The growth of the ivy is strange. When it has reached the top of whatever it is clinging to, whether it be a wall, or a bank of earth, or a tree, and has reached the full light, it undergoes a change of character. The tendrils cease to reach out, and short, stiffer growths develop, forming what is almost a separate, round-headed shrub. It is there that the flowers appear; and all along the way I kept seeing dense clusters of the round, fluffy, yellow-green flowers, soaking up the sunshine.

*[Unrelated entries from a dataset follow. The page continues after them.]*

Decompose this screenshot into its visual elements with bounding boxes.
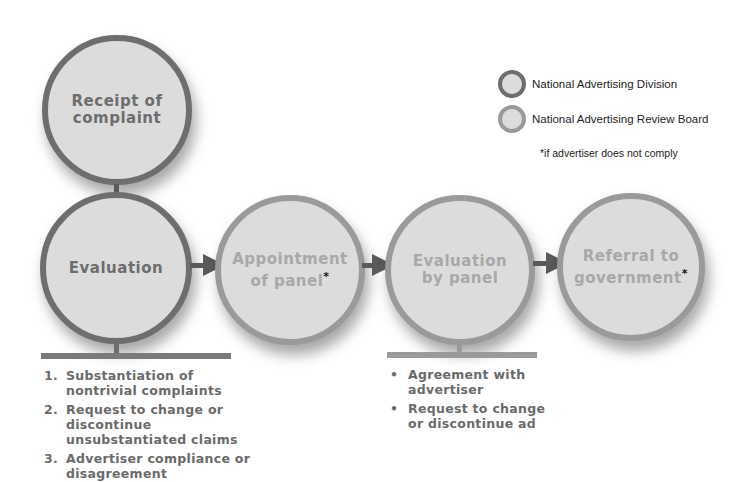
node-appointment-line2: of panel [250,272,323,290]
node-receipt-of-complaint: Receipt of complaint [42,35,192,185]
node-receipt-line1: Receipt of [72,93,163,110]
legend-item-narb: National Advertising Review Board [498,105,708,133]
evaluation-steps-list: 1.Substantiation of nontrivial complaint… [44,368,264,482]
panel-outcomes-list: •Agreement with advertiser •Request to c… [390,367,560,435]
list-item: •Request to change or discontinue ad [390,401,560,431]
node-evaluation-label: Evaluation [69,260,163,277]
node-referral-line2: government [574,269,682,287]
legend-footnote: *if advertiser does not comply [540,147,678,159]
node-referral-to-government: Referral to government* [557,193,705,341]
node-evaluation-panel-line2: by panel [413,270,507,287]
node-evaluation: Evaluation [40,192,192,344]
footnote-star: * [323,270,329,283]
list-item: 2.Request to change or discontinue unsub… [44,402,264,447]
node-evaluation-by-panel: Evaluation by panel [385,195,535,345]
legend-swatch-nad [498,70,526,98]
node-referral-line1: Referral to [574,248,688,265]
legend-swatch-narb [498,105,526,133]
evaluation-bracket-bar [41,353,231,359]
node-appointment-of-panel: Appointment of panel* [215,195,365,345]
footnote-star: * [682,267,688,280]
panel-bracket-bar [387,352,537,358]
legend-item-nad: National Advertising Division [498,70,677,98]
legend-label-narb: National Advertising Review Board [532,113,708,125]
node-appointment-line1: Appointment [232,251,348,268]
node-evaluation-panel-line1: Evaluation [413,253,507,270]
node-receipt-line2: complaint [72,110,163,127]
list-item: •Agreement with advertiser [390,367,560,397]
legend-label-nad: National Advertising Division [532,78,677,90]
list-item: 3.Advertiser compliance or disagreement [44,451,264,481]
list-item: 1.Substantiation of nontrivial complaint… [44,368,264,398]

In one of the woods some distance from the village there is a ruined timber-framed cottage, which has not been habitable for half a century; some of its walls, and most of the red-brick chimney-stack, still stand, precariously. As I approached its sunlit clearing through the trees I heard the steady hum of bees, surprisingly loud. Then I saw that the ivy which envelops the ruin (and which gives it a look of romantic melancholy at other times) was bearing innumerable flowers, and these seemed to 'quiver under a vast horde of bees in search of nectar. The warm air, and the bright sunlight, and the buzzing of the bees in the flowers, produced the illusion of a perfect summer's day.